RESTful API Best Practices and Common Pitfalls

As a person who spends his day integrating systems, I’ve found that at least half of the APIs I use radically differ from REST semantics, make changes too often and too quickly, don’t validate enough, and/or don’t have proper documentation. There are tons of resources for making good RESTful APIs already, but I thought I’d add to the mix with some semantic rules and some technical ones that I see broken over and over.

Now, I’m not advocating that you should spend your time trying to implement a fully-compliant REST API — very few have and there’s not much benefit to doing so. I’m a believer in pragmatic REST — that is, you should do what makes sense and throw out what doesn’t. I’m being vague on purpose because it really comes down to your particular use case.

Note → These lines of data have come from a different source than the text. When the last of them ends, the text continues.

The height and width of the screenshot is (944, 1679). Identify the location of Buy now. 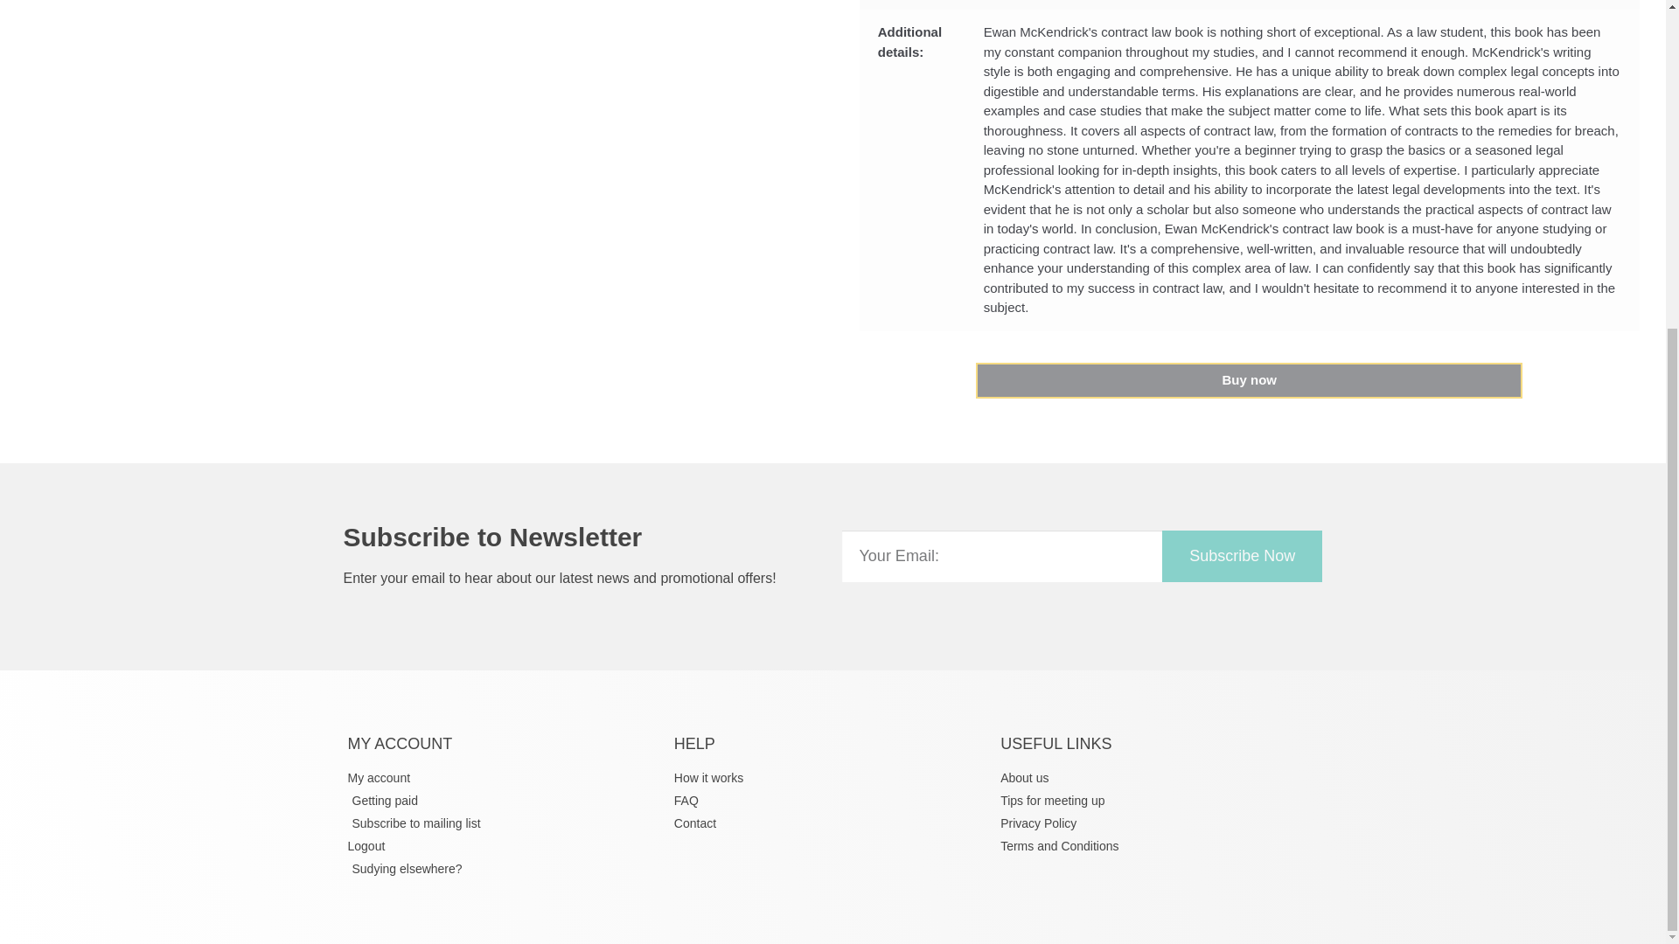
(1249, 379).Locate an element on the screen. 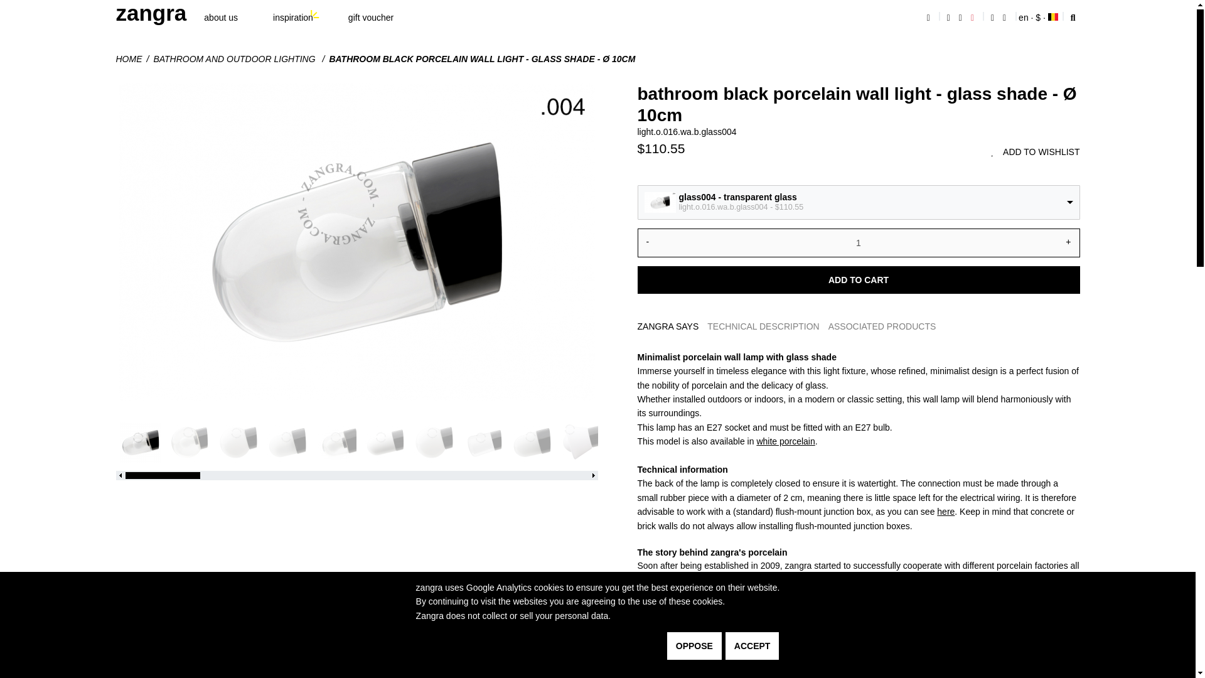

Honestly, good REST design practices could fill an entire book. For the sake of brevity, I’ve chosen ten– four related to technical implementation, six related to semantic. The examples are done using ASP.NET Web API, but the semantic stuff (and the technical, conceptually!) also applies to RESTful APIs made using other web frameworks and languages.

When it comes to RESTful API design, I have two main rules.

  1. Do what’s expected. No reason to get creative — a really creative API is probably a bad API. Follow established best practices.
  2. Be consistent. Use the same endpoint structure, HTTP status codes, HTTP verbs, etc. for your requests, for the same reasons. A poorly formed request should return 400, not 404.